I'm transitioning from a custom-built WebSocket server to LiveKit for a customer support voice agent. One of our biggest pain points is "barge-in"—the agent keeps talking for 2 seconds after the user interrupts. Does the LiveKit Agents framework handle the suppression of the audio stream natively, or do I need to manually clear the TTS buffer when VAD (Voice Activity Detection) triggers?
3 answers
The beauty of LiveKit is that it’s WebRTC-based, not just a raw WebSocket. The AgentSession includes a turn_detection parameter that uses a specialized Silero VAD model. When it detects user speech, the framework sends an immediate "cancel" signal to the TTS provider and stops the outgoing audio track in the room. In my experience, this reduces the "awkward overlap" to sub-200ms, which is night and day compared to trying to coordinate this manually over WebSockets.
Are you using the default Silero VAD, or have you tried a more sensitive model for noisy environments?
Check out the AgentSession.generate_reply() docs; it has a flag specifically for handling task cancellation during interruptions.
Good point, Charles. Properly handling the interruption means the LLM needs to know it was cut off so it can resume or pivot in the next turn. LiveKit manages that state remarkably well.
I’m sticking with Silero for now. The key is actually tuning the min_speech_duration in LiveKit. If you set it too low, every cough or keyboard click will kill the agent's response, which is just as frustrating for the user as a late interruption.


* _What you have to do_:
Every line in the records below with the string "sketch" needs to be copied out.
*** Opening of Information supplied ***
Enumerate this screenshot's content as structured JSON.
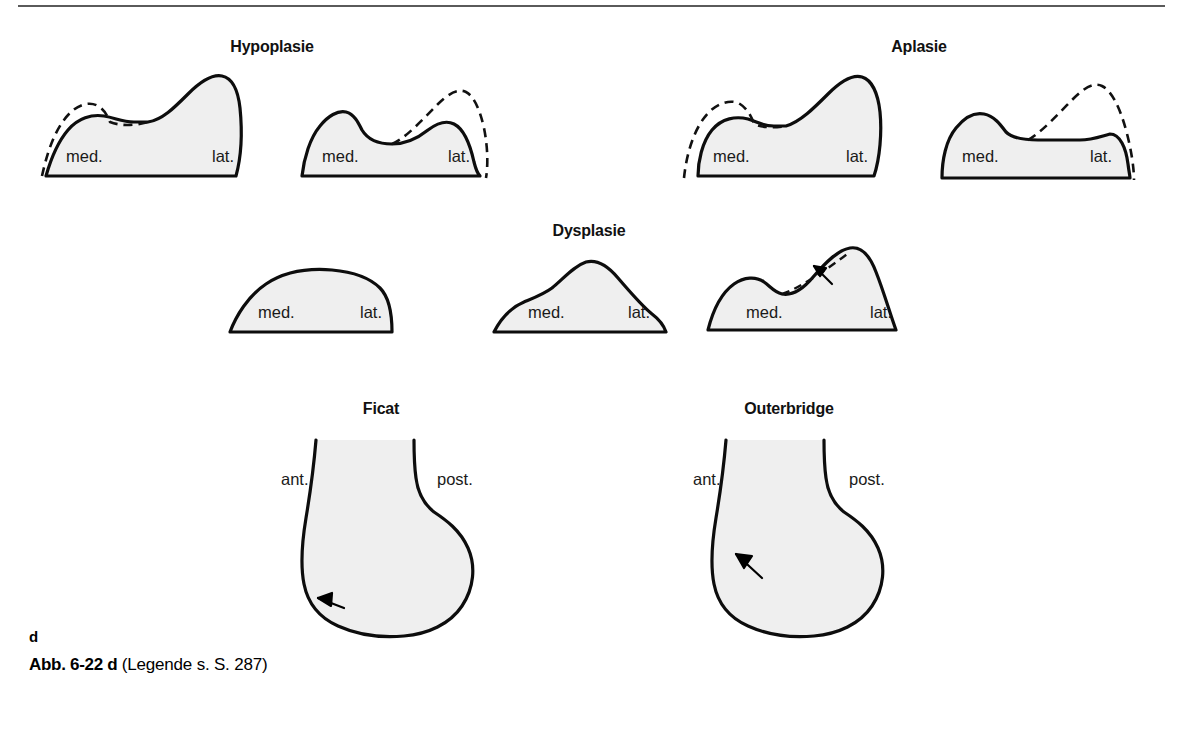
{
  "figure": {
    "panel_letter": "d",
    "caption_ref": "Abb. 6-22 d",
    "caption_note": "(Legende s. S. 287)",
    "ink_color": "#0d0d0d",
    "fill_color": "#efefef",
    "rule_color": "#5a5a5a"
  },
  "groups": {
    "hypoplasie": "Hypoplasie",
    "aplasie": "Aplasie",
    "dysplasie": "Dysplasie",
    "ficat": "Ficat",
    "outerbridge": "Outerbridge"
  },
  "labels": {
    "med": "med.",
    "lat": "lat.",
    "ant": "ant.",
    "post": "post."
  },
  "patella_row_top": [
    {
      "id": "hypoplasie-left",
      "group": "Hypoplasie",
      "medial_label": "med.",
      "lateral_label": "lat.",
      "has_ghost_outline": true,
      "ghost_side": "medial"
    },
    {
      "id": "hypoplasie-right",
      "group": "Hypoplasie",
      "medial_label": "med.",
      "lateral_label": "lat.",
      "has_ghost_outline": true,
      "ghost_side": "lateral"
    },
    {
      "id": "aplasie-left",
      "group": "Aplasie",
      "medial_label": "med.",
      "lateral_label": "lat.",
      "has_ghost_outline": true,
      "ghost_side": "medial"
    },
    {
      "id": "aplasie-right",
      "group": "Aplasie",
      "medial_label": "med.",
      "lateral_label": "lat.",
      "has_ghost_outline": true,
      "ghost_side": "lateral"
    }
  ],
  "patella_row_middle": [
    {
      "id": "dysplasie-1",
      "group": "Dysplasie",
      "medial_label": "med.",
      "lateral_label": "lat.",
      "has_ghost_outline": false,
      "has_arrow": false
    },
    {
      "id": "dysplasie-2",
      "group": "Dysplasie",
      "medial_label": "med.",
      "lateral_label": "lat.",
      "has_ghost_outline": false,
      "has_arrow": false
    },
    {
      "id": "dysplasie-3",
      "group": "Dysplasie",
      "medial_label": "med.",
      "lateral_label": "lat.",
      "has_ghost_outline": true,
      "has_arrow": true
    }
  ],
  "condyle_row": [
    {
      "id": "ficat",
      "title": "Ficat",
      "anterior_label": "ant.",
      "posterior_label": "post.",
      "has_arrow": true,
      "arrow_direction": "down-left"
    },
    {
      "id": "outerbridge",
      "title": "Outerbridge",
      "anterior_label": "ant.",
      "posterior_label": "post.",
      "has_arrow": true,
      "arrow_direction": "up-left"
    }
  ]
}
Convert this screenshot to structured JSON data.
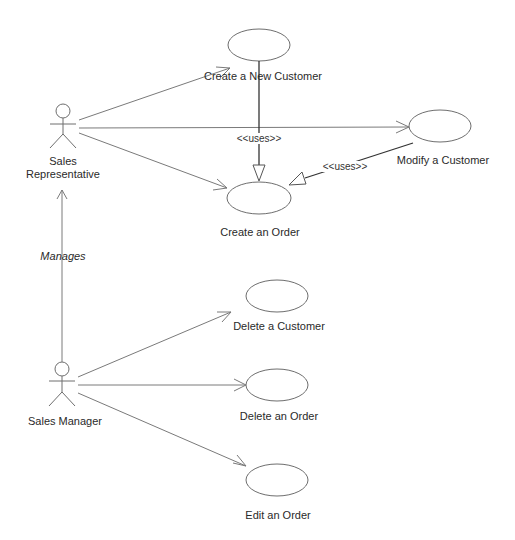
{
  "diagram": {
    "type": "UML use case diagram",
    "actors": [
      {
        "id": "sales_rep",
        "label_line1": "Sales",
        "label_line2": "Representative"
      },
      {
        "id": "sales_manager",
        "label": "Sales Manager"
      }
    ],
    "use_cases": [
      {
        "id": "create_customer",
        "label": "Create a New Customer"
      },
      {
        "id": "modify_customer",
        "label": "Modify a Customer"
      },
      {
        "id": "create_order",
        "label": "Create an Order"
      },
      {
        "id": "delete_customer",
        "label": "Delete a Customer"
      },
      {
        "id": "delete_order",
        "label": "Delete an Order"
      },
      {
        "id": "edit_order",
        "label": "Edit an Order"
      }
    ],
    "relationships": [
      {
        "from": "sales_rep",
        "to": "create_customer",
        "type": "association"
      },
      {
        "from": "sales_rep",
        "to": "modify_customer",
        "type": "association"
      },
      {
        "from": "sales_rep",
        "to": "create_order",
        "type": "association"
      },
      {
        "from": "create_customer",
        "to": "create_order",
        "type": "uses",
        "label": "<<uses>>"
      },
      {
        "from": "modify_customer",
        "to": "create_order",
        "type": "uses",
        "label": "<<uses>>"
      },
      {
        "from": "sales_manager",
        "to": "sales_rep",
        "type": "association",
        "label": "Manages"
      },
      {
        "from": "sales_manager",
        "to": "delete_customer",
        "type": "association"
      },
      {
        "from": "sales_manager",
        "to": "delete_order",
        "type": "association"
      },
      {
        "from": "sales_manager",
        "to": "edit_order",
        "type": "association"
      }
    ],
    "stereotype_label": "<<uses>>",
    "manages_label": "Manages"
  }
}
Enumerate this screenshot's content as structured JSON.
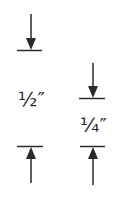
{
  "diagram": {
    "type": "dimension-callouts",
    "stroke_color": "#2a2a2a",
    "dimensions": [
      {
        "id": "half-inch",
        "label": "½″",
        "value_inches": 0.5,
        "top_line_y": 50,
        "bottom_line_y": 146
      },
      {
        "id": "quarter-inch",
        "label": "¼″",
        "value_inches": 0.25,
        "top_line_y": 98,
        "bottom_line_y": 146
      }
    ]
  }
}
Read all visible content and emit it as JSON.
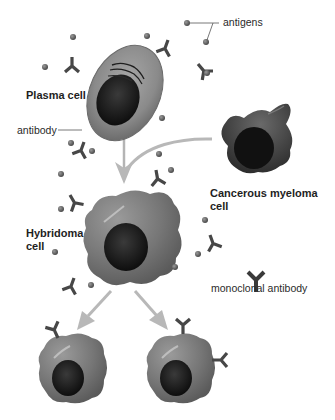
{
  "diagram": {
    "title": "",
    "labels": {
      "antigens": "antigens",
      "plasma_cell": "Plasma cell",
      "antibody": "antibody",
      "cancerous_myeloma_line1": "Cancerous myeloma",
      "cancerous_myeloma_line2": "cell",
      "hybridoma_line1": "Hybridoma",
      "hybridoma_line2": "cell",
      "monoclonal_antibody": "monoclonal antibody"
    },
    "nodes": [
      {
        "id": "plasma-cell",
        "label": "Plasma cell"
      },
      {
        "id": "myeloma-cell",
        "label": "Cancerous myeloma cell"
      },
      {
        "id": "hybridoma-cell",
        "label": "Hybridoma cell"
      },
      {
        "id": "clone-left",
        "label": ""
      },
      {
        "id": "clone-right",
        "label": ""
      }
    ],
    "edges": [
      {
        "from": "plasma-cell",
        "to": "hybridoma-cell"
      },
      {
        "from": "myeloma-cell",
        "to": "hybridoma-cell"
      },
      {
        "from": "hybridoma-cell",
        "to": "clone-left"
      },
      {
        "from": "hybridoma-cell",
        "to": "clone-right"
      }
    ],
    "colors": {
      "background": "#ffffff",
      "cell_body": "#7a7a7a",
      "plasma_body": "#8e8e8e",
      "nucleus": "#1a1a1a",
      "antibody": "#4a4a4a",
      "antigen": "#6a6a6a",
      "arrow": "#b8b8b8",
      "text": "#222222"
    }
  }
}
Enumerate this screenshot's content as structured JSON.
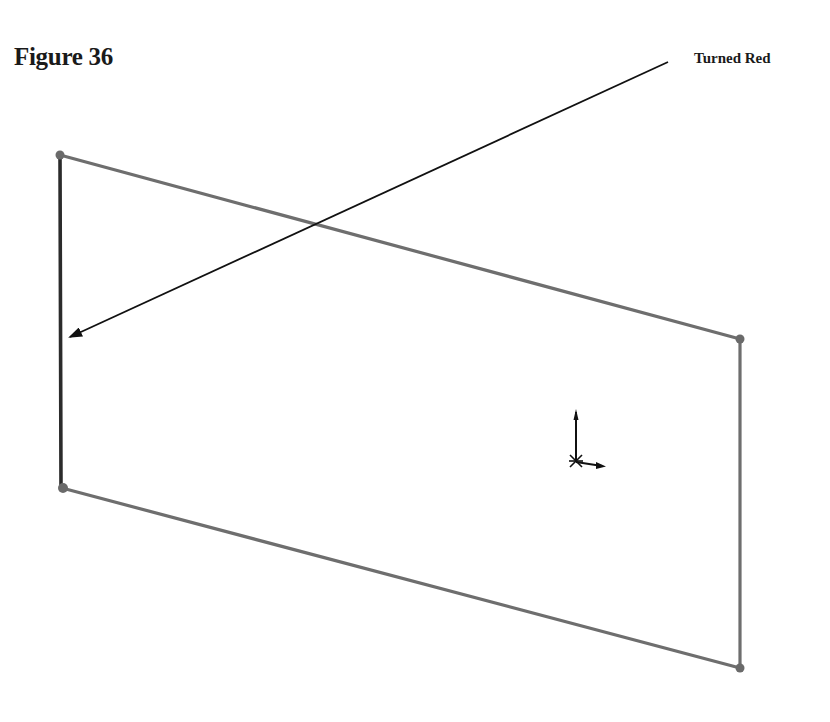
{
  "figure": {
    "label": "Figure 36",
    "callout": "Turned Red"
  },
  "sketch": {
    "colors": {
      "edge": "#6e6e6e",
      "selected_edge": "#2b2b2b",
      "vertex": "#6a6a6a",
      "arrow": "#111111",
      "origin": "#111111"
    },
    "vertices": [
      {
        "name": "top-left",
        "x": 60,
        "y": 155
      },
      {
        "name": "top-right",
        "x": 740,
        "y": 339
      },
      {
        "name": "bottom-right",
        "x": 740,
        "y": 668
      },
      {
        "name": "bottom-left",
        "x": 62,
        "y": 488
      }
    ],
    "selected_edge": "left-vertical-edge",
    "origin_icon": "sketch-origin-icon"
  }
}
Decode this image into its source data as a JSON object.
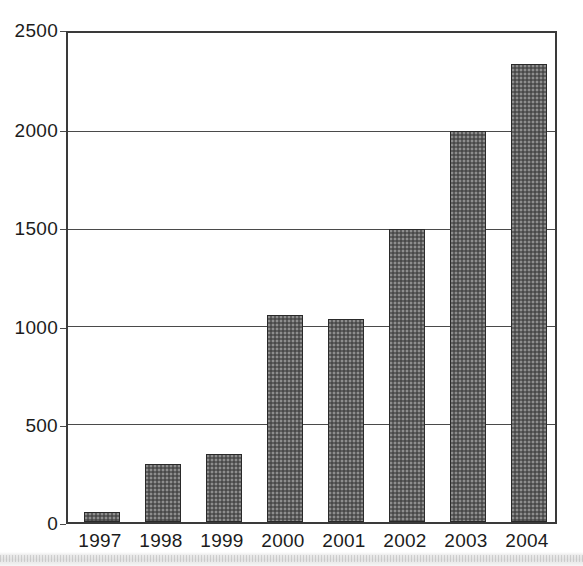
{
  "chart_data": {
    "type": "bar",
    "title": "",
    "subtitle": "",
    "xlabel": "",
    "ylabel": "",
    "categories": [
      "1997",
      "1998",
      "1999",
      "2000",
      "2001",
      "2002",
      "2003",
      "2004"
    ],
    "values": [
      50,
      295,
      350,
      1060,
      1040,
      1500,
      2000,
      2340
    ],
    "series": [
      {
        "name": "",
        "values": [
          50,
          295,
          350,
          1060,
          1040,
          1500,
          2000,
          2340
        ]
      }
    ],
    "ylim": [
      0,
      2500
    ],
    "y_ticks": [
      0,
      500,
      1000,
      1500,
      2000,
      2500
    ],
    "y_tick_labels": [
      "0",
      "500",
      "1000",
      "1500",
      "2000",
      "2500"
    ],
    "x_tick_labels": [
      "1997",
      "1998",
      "1999",
      "2000",
      "2001",
      "2002",
      "2003",
      "2004"
    ],
    "grid": true,
    "grid_axis": "y",
    "legend": false,
    "legend_position": "none",
    "bar_color": "#5d5d5d",
    "bar_edge_color": "#2a2a2a",
    "axis_color": "#3a3a3a",
    "background_color": "#ffffff",
    "annotations": []
  }
}
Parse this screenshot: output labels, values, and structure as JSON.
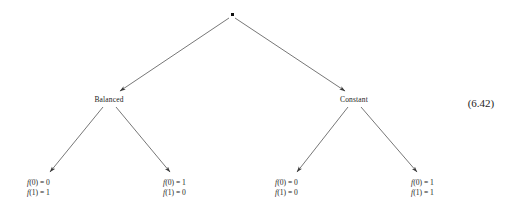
{
  "figure": {
    "type": "decision-tree-diagram",
    "equation_number": "(6.42)",
    "background_color": "#ffffff",
    "ink_color": "#1d1d1d"
  },
  "root": {
    "marker": "filled-dot",
    "label": "",
    "x": 232,
    "y": 15
  },
  "branch_nodes": [
    {
      "id": "balanced",
      "label": "Balanced",
      "x": 109,
      "y": 99
    },
    {
      "id": "constant",
      "label": "Constant",
      "x": 354,
      "y": 99
    }
  ],
  "leaves": [
    {
      "id": "leaf-balanced-left",
      "parent": "balanced",
      "lines": [
        "f(0) = 0",
        "f(1) = 1"
      ],
      "line1_fn": "f",
      "line1_rest": "(0) = 0",
      "line2_fn": "f",
      "line2_rest": "(1) = 1",
      "x": 27,
      "y": 180
    },
    {
      "id": "leaf-balanced-right",
      "parent": "balanced",
      "lines": [
        "f(0) = 1",
        "f(1) = 0"
      ],
      "line1_fn": "f",
      "line1_rest": "(0) = 1",
      "line2_fn": "f",
      "line2_rest": "(1) = 0",
      "x": 163,
      "y": 180
    },
    {
      "id": "leaf-constant-left",
      "parent": "constant",
      "lines": [
        "f(0) = 0",
        "f(1) = 0"
      ],
      "line1_fn": "f",
      "line1_rest": "(0) = 0",
      "line2_fn": "f",
      "line2_rest": "(1) = 0",
      "x": 275,
      "y": 180
    },
    {
      "id": "leaf-constant-right",
      "parent": "constant",
      "lines": [
        "f(0) = 1",
        "f(1) = 1"
      ],
      "line1_fn": "f",
      "line1_rest": "(0) = 1",
      "line2_fn": "f",
      "line2_rest": "(1) = 1",
      "x": 411,
      "y": 180
    }
  ],
  "edges": [
    {
      "id": "root-to-balanced",
      "from": "root",
      "to": "balanced"
    },
    {
      "id": "root-to-constant",
      "from": "root",
      "to": "constant"
    },
    {
      "id": "balanced-to-leaf1",
      "from": "balanced",
      "to": "leaf-balanced-left"
    },
    {
      "id": "balanced-to-leaf2",
      "from": "balanced",
      "to": "leaf-balanced-right"
    },
    {
      "id": "constant-to-leaf3",
      "from": "constant",
      "to": "leaf-constant-left"
    },
    {
      "id": "constant-to-leaf4",
      "from": "constant",
      "to": "leaf-constant-right"
    }
  ]
}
*** Close of Information supplied ***
* _Reply to the task_:
  "sketch": {
    "origin_icon": "sketch-origin-icon"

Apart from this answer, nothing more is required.